If there is one time of the year that I wish would last much longer, it’s the period from mid-September through mid-October. The lack of bugs, the cool days and cooler nights, the brilliant sunshine and the crisp moonlit forests — these are all the things that form the roots of life’s deepest pleasures.
And, yes, I also mean to include the exquisite displays of joyous colors put on by our deciduous trees!
I resist any and all efforts to keep me out of the woods during the onset of fall; while some people plan their big vacations for July or August, I schedule mine for early October. This is the best hiking and camping weather, and often the last spout of good paddling weather for the year. The slight chill decorating the edge of an afternoon breeze across an Adirondack pond stimulates my senses, and nighttime never arrives without my campfire already blazing.
But it is always too ephemeral — gone before we are ready, sometimes washed away prematurely by a heavy storm that blows away the last of the leaves, the entire brief season not to be seen again for nearly another year.
Here are some of my favorite early fall photos taken over the years, which always put me in the mood even when I see them in, say, the doldrums of March. I hope you find as much pleasure in them as I do. –Bill Ingersoll
Bill Ingersoll was a founding board member of Adirondack Wilderness Advocates, formed in 2016 to speak on behalf of the wilderness character of the Forest Preserve. He has hiked, paddled, and backpacked in wilderness areas across the United States but feels most at home in the grand forests of the Adirondacks. He has published several guidebooks, including "Snowshoe Routes: Adirondacks & Catskills" (The Mountaineers Books, 2006) and "50 Hikes in the Adirondack Mountains" (The Countryman Press, 2019).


### Work to complete
For any picture in the lines below, please leave it out and copy the rest exactly.
▬▬▬
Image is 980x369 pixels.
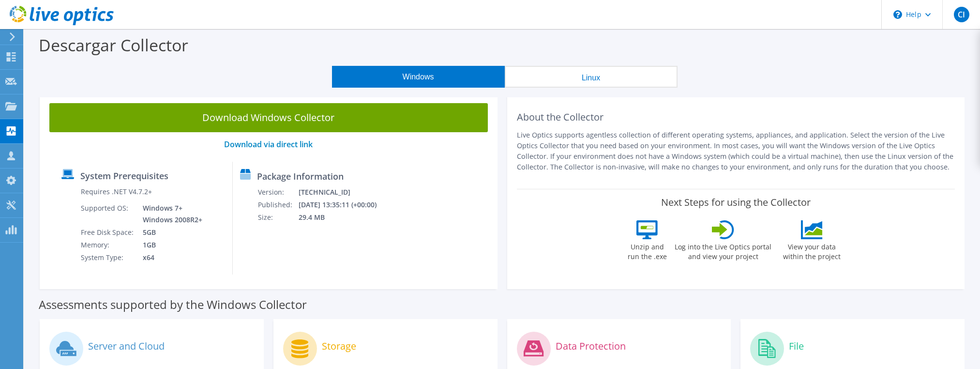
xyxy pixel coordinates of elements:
[80,187,152,197] label: Requires .NET V4.7.2+
[136,252,204,264] td: x64
[80,226,136,239] td: Free Disk Space:
[88,341,165,351] label: Server and Cloud
[893,10,902,19] svg: \n
[80,202,136,226] td: Supported OS:
[517,112,955,123] h2: About the Collector
[625,240,669,262] label: Unzip and run the .exe
[505,66,677,88] button: Linux
[80,252,136,264] td: System Type:
[517,130,955,172] p: Live Optics supports agentless collection of different operating systems, appliances, and applica...
[49,103,488,132] a: Download Windows Collector
[136,239,204,252] td: 1GB
[332,66,505,88] button: Windows
[556,341,626,351] label: Data Protection
[136,202,204,226] td: Windows 7+ Windows 2008R2+
[258,199,298,211] td: Published:
[80,171,168,181] label: System Prerequisites
[322,341,356,351] label: Storage
[258,186,298,199] td: Version:
[39,34,189,56] label: Descargar Collector
[298,199,389,211] td: [DATE] 13:35:11 (+00:00)
[789,341,803,351] label: File
[136,226,204,239] td: 5GB
[39,300,306,310] label: Assessments supported by the Windows Collector
[80,239,136,252] td: Memory:
[298,186,389,199] td: [TECHNICAL_ID]
[954,7,969,23] span: CI
[257,172,344,181] label: Package Information
[298,211,389,224] td: 29.4 MB
[258,211,298,224] td: Size:
[224,139,313,150] a: Download via direct link
[674,240,772,262] label: Log into the Live Optics portal and view your project
[661,197,811,209] label: Next Steps for using the Collector
[777,240,847,262] label: View your data within the project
▬▬▬
### Written response
Image is 980x369 pixels.
xyxy pixel coordinates of elements:
[80,187,152,197] label: Requires .NET V4.7.2+
[136,252,204,264] td: x64
[80,226,136,239] td: Free Disk Space:
[88,341,165,351] label: Server and Cloud
[893,10,902,19] svg: \n
[80,202,136,226] td: Supported OS:
[517,112,955,123] h2: About the Collector
[625,240,669,262] label: Unzip and run the .exe
[505,66,677,88] button: Linux
[80,252,136,264] td: System Type:
[517,130,955,172] p: Live Optics supports agentless collection of different operating systems, appliances, and applica...
[49,103,488,132] a: Download Windows Collector
[136,239,204,252] td: 1GB
[332,66,505,88] button: Windows
[556,341,626,351] label: Data Protection
[136,202,204,226] td: Windows 7+ Windows 2008R2+
[258,199,298,211] td: Published:
[80,171,168,181] label: System Prerequisites
[322,341,356,351] label: Storage
[258,186,298,199] td: Version:
[39,34,189,56] label: Descargar Collector
[298,199,389,211] td: [DATE] 13:35:11 (+00:00)
[789,341,803,351] label: File
[136,226,204,239] td: 5GB
[39,300,306,310] label: Assessments supported by the Windows Collector
[80,239,136,252] td: Memory:
[298,186,389,199] td: [TECHNICAL_ID]
[954,7,969,23] span: CI
[257,172,344,181] label: Package Information
[298,211,389,224] td: 29.4 MB
[258,211,298,224] td: Size:
[224,139,313,150] a: Download via direct link
[674,240,772,262] label: Log into the Live Optics portal and view your project
[661,197,811,209] label: Next Steps for using the Collector
[777,240,847,262] label: View your data within the project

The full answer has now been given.